Holy well, Garraí Na Dtor, Co. Kerry
Co. Kerry |
Holy Sites & Wells
In the townland of Garraí Na Dtor on the Dingle Peninsula, there is a small well built into the bank of a stream, its sides partly lined with stone slabs, and its status as a sacred site is, as the scholarship puts it, vague.
That word does a lot of work. Holy wells are a fixture of the Irish landscape, typically associated with a patron saint, a pattern day, or a tradition of rounds and ritual offerings. This one carries a name, Tobar Thomáis, Thomas's Well, which suggests some local memory of significance, but the specific devotions or stories that might once have animated the place have largely dissolved.
The folklorist Caoimhín Ó Danachair noted the tradition in 1960, and the well was later recorded as part of the Corca Dhuibhne archaeological survey of the Dingle Peninsula, published in 1986. That survey catalogued the extraordinary density of monuments on this westerly finger of Kerry, where prehistoric field systems, early Christian remains, and ogham stones, upright stones inscribed with an early Irish script running along their edges, survive in unusual concentration. Tobar Thomáis sits quietly within that landscape, a modest construction of water and stone whose religious associations were already becoming uncertain by the time anyone thought to write them down.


### PROBLEM
After dropping the pictures, give again exactly the lines of the data from its first line through the line with "Image is 868x431 pixels.", which is included as well.

### LISTED ENTRIES
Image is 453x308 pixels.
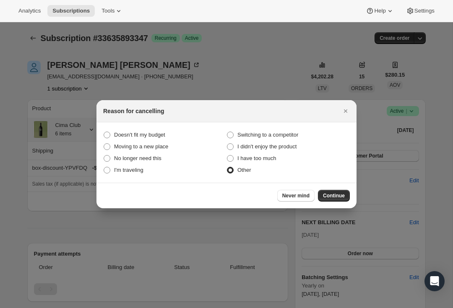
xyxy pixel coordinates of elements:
h2: Reason for cancelling [103,107,164,115]
span: I didn't enjoy the product [237,143,297,150]
div: Open Intercom Messenger [424,271,445,291]
span: No longer need this [114,155,161,161]
span: Switching to a competitor [237,132,298,138]
span: Continue [323,193,345,199]
span: Moving to a new place [114,143,168,150]
span: Other [237,167,251,173]
span: Analytics [18,8,41,14]
button: Never mind [277,190,315,202]
button: Analytics [13,5,46,17]
span: Doesn't fit my budget [114,132,165,138]
span: I'm traveling [114,167,143,173]
button: Tools [96,5,128,17]
span: Never mind [282,193,310,199]
button: Continue [318,190,350,202]
span: Settings [414,8,435,14]
span: Help [374,8,385,14]
button: Close [340,105,351,117]
button: Subscriptions [47,5,95,17]
span: Subscriptions [52,8,90,14]
button: Help [361,5,399,17]
button: Settings [401,5,440,17]
span: Tools [101,8,114,14]
span: I have too much [237,155,276,161]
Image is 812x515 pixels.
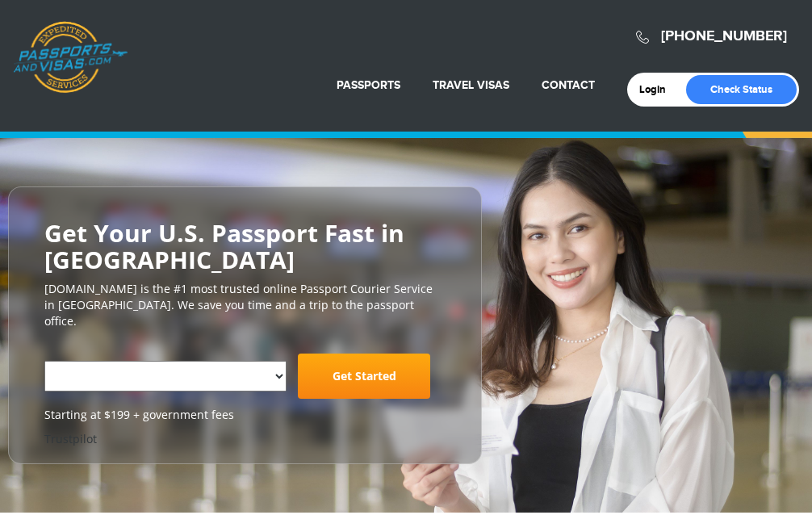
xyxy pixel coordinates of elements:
[542,78,595,92] a: Contact
[44,431,97,446] a: Trustpilot
[13,21,127,94] a: Passports & [DOMAIN_NAME]
[432,78,510,92] a: Travel Visas
[336,78,400,92] a: Passports
[640,83,677,96] a: Login
[661,28,787,45] a: [PHONE_NUMBER]
[44,406,445,423] span: Starting at $199 + government fees
[686,75,796,104] a: Check Status
[44,281,445,329] p: [DOMAIN_NAME] is the #1 most trusted online Passport Courier Service in [GEOGRAPHIC_DATA]. We sav...
[44,219,445,273] h2: Get Your U.S. Passport Fast in [GEOGRAPHIC_DATA]
[298,354,430,399] a: Get Started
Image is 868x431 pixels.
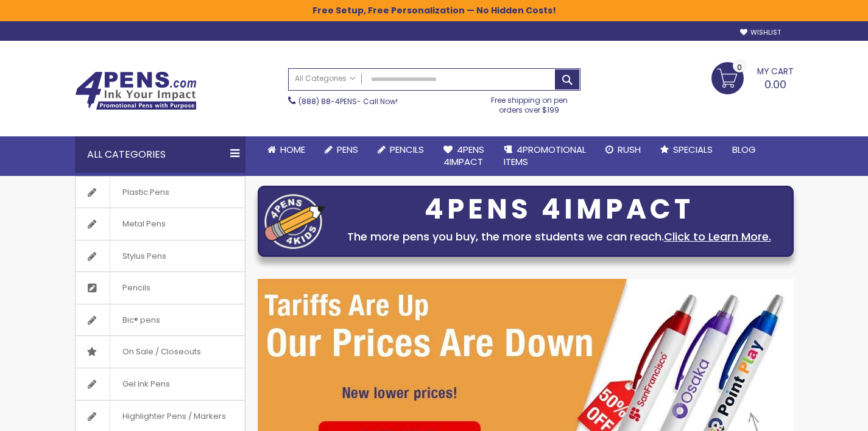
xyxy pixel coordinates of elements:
[765,77,787,92] span: 0.00
[331,196,787,222] div: 4PENS 4IMPACT
[109,176,181,208] span: Plastic Pens
[737,61,742,73] span: 0
[76,176,245,208] a: Plastic Pens
[390,143,423,156] span: Pencils
[722,136,765,163] a: Blog
[315,136,368,163] a: Pens
[618,143,641,156] span: Rush
[478,91,581,115] div: Free shipping on pen orders over $199
[299,96,357,106] a: (888) 88-4PENS
[337,143,358,156] span: Pens
[299,96,398,106] span: - Call Now!
[434,136,494,176] a: 4Pens4impact
[288,69,362,89] a: All Categories
[331,228,787,245] div: The more pens you buy, the more students we can reach.
[368,136,434,163] a: Pencils
[444,143,484,168] span: 4Pens 4impact
[664,229,771,244] a: Click to Learn More.
[264,193,325,249] img: four_pen_logo.png
[674,143,713,156] span: Specials
[109,336,214,368] span: On Sale / Closeouts
[280,143,306,156] span: Home
[732,143,756,156] span: Blog
[740,28,781,37] a: Wishlist
[596,136,651,163] a: Rush
[76,305,245,336] a: Bic® pens
[76,240,245,272] a: Stylus Pens
[295,74,355,83] span: All Categories
[504,143,586,168] span: 4PROMOTIONAL ITEMS
[712,62,793,93] a: 0.00 0
[651,136,722,163] a: Specials
[109,369,182,400] span: Gel Ink Pens
[109,272,163,304] span: Pencils
[76,272,245,304] a: Pencils
[76,208,245,239] a: Metal Pens
[109,208,178,239] span: Metal Pens
[109,240,178,272] span: Stylus Pens
[109,305,172,336] span: Bic® pens
[76,369,245,400] a: Gel Ink Pens
[258,136,315,163] a: Home
[75,136,245,173] div: All Categories
[75,71,196,110] img: 4Pens Custom Pens and Promotional Products
[494,136,596,176] a: 4PROMOTIONALITEMS
[76,336,245,368] a: On Sale / Closeouts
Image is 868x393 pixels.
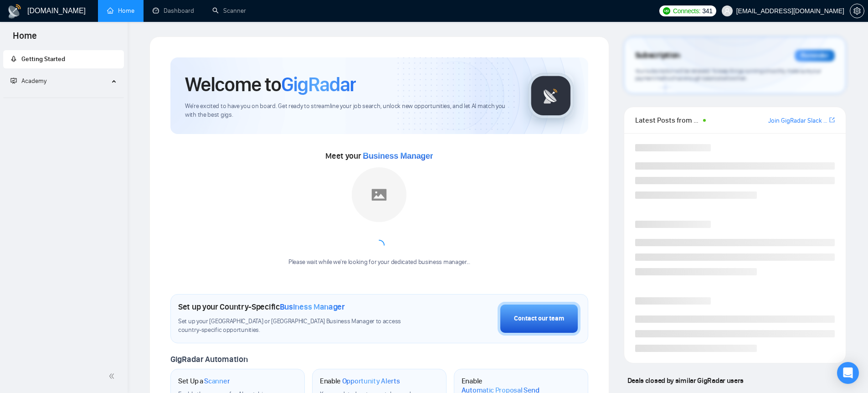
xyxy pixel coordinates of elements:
span: Set up your [GEOGRAPHIC_DATA] or [GEOGRAPHIC_DATA] Business Manager to access country-specific op... [178,317,420,334]
h1: Enable [320,377,400,385]
button: setting [850,4,864,18]
div: Please wait while we're looking for your dedicated business manager... [283,258,476,266]
span: Business Manager [363,151,433,160]
span: Subscription [635,48,680,63]
div: Reminder [795,49,835,62]
a: searchScanner [213,7,246,14]
span: Latest Posts from the GigRadar Community [635,115,700,126]
span: GigRadar Automation [170,354,248,364]
img: upwork-logo.png [663,7,670,14]
span: double-left [108,372,117,380]
button: Contact our team [498,301,581,335]
h1: Set Up a [178,377,230,385]
img: gigradar-logo.png [529,73,574,118]
span: Opportunity Alerts [342,377,400,385]
h1: Welcome to [185,72,356,97]
a: Join GigRadar Slack Community [768,116,828,126]
span: setting [850,7,864,14]
h1: Set up your Country-Specific [178,301,345,311]
span: Your subscription will be renewed. To keep things running smoothly, make sure your payment method... [635,67,821,82]
span: fund-projection-screen [11,77,17,84]
span: Connects: [673,6,700,16]
span: 341 [703,6,713,16]
li: Getting Started [3,50,124,68]
span: Academy [11,77,47,84]
div: Contact our team [514,314,564,324]
a: export [829,116,835,125]
span: export [829,116,835,123]
span: Getting Started [21,55,65,63]
a: dashboardDashboard [153,7,194,14]
img: placeholder.png [352,168,407,222]
span: GigRadar [281,72,356,97]
span: Scanner [204,377,230,385]
span: We're excited to have you on board. Get ready to streamline your job search, unlock new opportuni... [185,102,513,120]
span: Home [6,29,44,48]
span: Meet your [325,151,433,161]
div: Open Intercom Messenger [837,362,859,384]
li: Academy Homepage [3,94,124,100]
span: rocket [11,56,17,62]
a: homeHome [107,7,135,14]
span: loading [372,238,387,253]
a: setting [850,7,864,14]
span: Business Manager [280,301,345,311]
span: user [724,8,730,14]
span: Academy [21,77,47,84]
span: Deals closed by similar GigRadar users [624,372,748,388]
img: logo [7,4,22,19]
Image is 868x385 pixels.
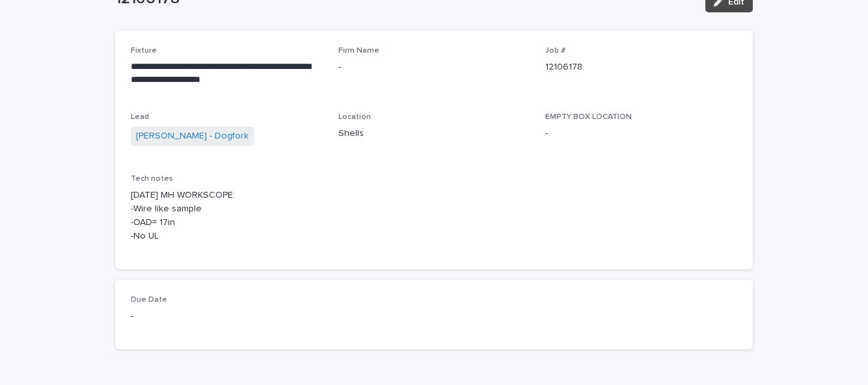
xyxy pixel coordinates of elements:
span: Firm Name [339,47,379,55]
p: - [339,60,531,74]
p: - [545,127,737,140]
span: Job # [545,47,566,55]
p: Shells [339,127,531,140]
span: Lead [131,113,149,121]
p: [DATE] MH WORKSCOPE: -Wire like sample -OAD= 17in -No UL [131,188,737,243]
span: Fixture [131,47,157,55]
p: - [131,309,323,323]
span: EMPTY BOX LOCATION [545,113,632,121]
p: 12106178 [545,60,737,74]
span: Tech notes [131,175,173,182]
a: [PERSON_NAME] - Dogfork [136,130,249,143]
span: Location [339,113,371,121]
span: Due Date [131,295,167,303]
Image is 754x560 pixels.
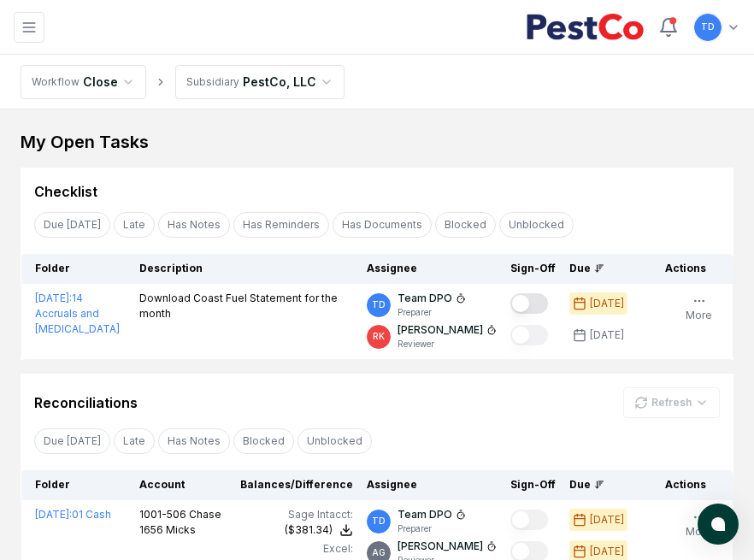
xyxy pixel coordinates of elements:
[652,261,720,276] div: Actions
[372,546,386,559] span: AG
[590,512,624,527] div: [DATE]
[35,292,120,335] a: [DATE]:14 Accruals and [MEDICAL_DATA]
[240,508,353,523] div: Sage Intacct :
[397,306,466,319] p: Preparer
[683,291,716,327] button: More
[360,254,504,284] th: Assignee
[372,298,386,312] span: TD
[35,292,72,304] span: [DATE] :
[570,261,638,276] div: Due
[590,296,624,312] div: [DATE]
[114,428,154,454] button: Late
[114,212,154,238] button: Late
[21,65,345,99] nav: breadcrumb
[139,508,186,521] span: 1001-506
[35,508,111,521] a: [DATE]:01 Cash
[499,212,573,238] button: Unblocked
[240,541,353,556] div: Excel:
[397,508,452,523] p: Team DPO
[298,428,372,454] button: Unblocked
[332,212,432,238] button: Has Documents
[284,523,353,538] button: ($381.34)
[234,428,294,454] button: Blocked
[133,254,360,284] th: Description
[504,254,563,284] th: Sign-Off
[590,328,624,343] div: [DATE]
[510,325,548,346] button: Mark complete
[397,322,483,338] p: [PERSON_NAME]
[372,515,386,527] span: TD
[22,471,133,500] th: Folder
[693,12,723,42] button: TD
[186,74,239,89] div: Subsidiary
[397,523,466,536] p: Preparer
[397,338,497,350] p: Reviewer
[652,477,720,492] div: Actions
[397,539,483,555] p: [PERSON_NAME]
[504,471,563,500] th: Sign-Off
[158,212,230,238] button: Has Notes
[284,523,332,538] div: ($381.34)
[34,182,98,201] div: Checklist
[360,471,504,500] th: Assignee
[34,212,110,238] button: Due Today
[435,212,496,238] button: Blocked
[373,331,385,343] span: RK
[34,428,110,454] button: Due Today
[701,21,715,33] span: TD
[32,74,79,89] div: Workflow
[22,254,133,284] th: Folder
[158,428,230,454] button: Has Notes
[397,291,452,306] p: Team DPO
[526,14,645,41] img: PestCo logo
[139,477,227,492] div: Account
[590,544,624,559] div: [DATE]
[234,471,360,500] th: Balances/Difference
[234,212,330,238] button: Has Reminders
[35,508,72,521] span: [DATE] :
[698,504,739,545] button: atlas-launcher
[510,294,548,314] button: Mark complete
[139,291,353,322] p: Download Coast Fuel Statement for the month
[570,477,638,492] div: Due
[21,130,733,154] div: My Open Tasks
[34,393,137,413] div: Reconciliations
[510,509,548,530] button: Mark complete
[683,508,716,543] button: More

### REPLY TO THE TASK
Image is 453x308 pixels.
xyxy pixel coordinates of elements:
h2: Reason for cancelling [103,107,164,115]
span: I didn't enjoy the product [237,143,297,150]
div: Open Intercom Messenger [424,271,445,291]
span: No longer need this [114,155,161,161]
span: Switching to a competitor [237,132,298,138]
span: Continue [323,193,345,199]
span: Moving to a new place [114,143,168,150]
span: Other [237,167,251,173]
span: Analytics [18,8,41,14]
button: Never mind [277,190,315,202]
button: Analytics [13,5,46,17]
span: Doesn't fit my budget [114,132,165,138]
span: I'm traveling [114,167,143,173]
button: Tools [96,5,128,17]
span: Never mind [282,193,310,199]
button: Continue [318,190,350,202]
span: Settings [414,8,435,14]
span: Help [374,8,385,14]
button: Close [340,105,351,117]
button: Subscriptions [47,5,95,17]
span: Subscriptions [52,8,90,14]
button: Help [361,5,399,17]
button: Settings [401,5,440,17]
span: Tools [101,8,114,14]
span: I have too much [237,155,276,161]
Image is 812x515 pixels.
xyxy pixel coordinates of elements:
[542,78,595,92] a: Contact
[44,431,97,446] a: Trustpilot
[13,21,127,94] a: Passports & [DOMAIN_NAME]
[432,78,510,92] a: Travel Visas
[336,78,400,92] a: Passports
[640,83,677,96] a: Login
[661,28,787,45] a: [PHONE_NUMBER]
[44,406,445,423] span: Starting at $199 + government fees
[686,75,796,104] a: Check Status
[44,281,445,329] p: [DOMAIN_NAME] is the #1 most trusted online Passport Courier Service in [GEOGRAPHIC_DATA]. We sav...
[44,219,445,273] h2: Get Your U.S. Passport Fast in [GEOGRAPHIC_DATA]
[298,354,430,399] a: Get Started
Image is 868x431 pixels.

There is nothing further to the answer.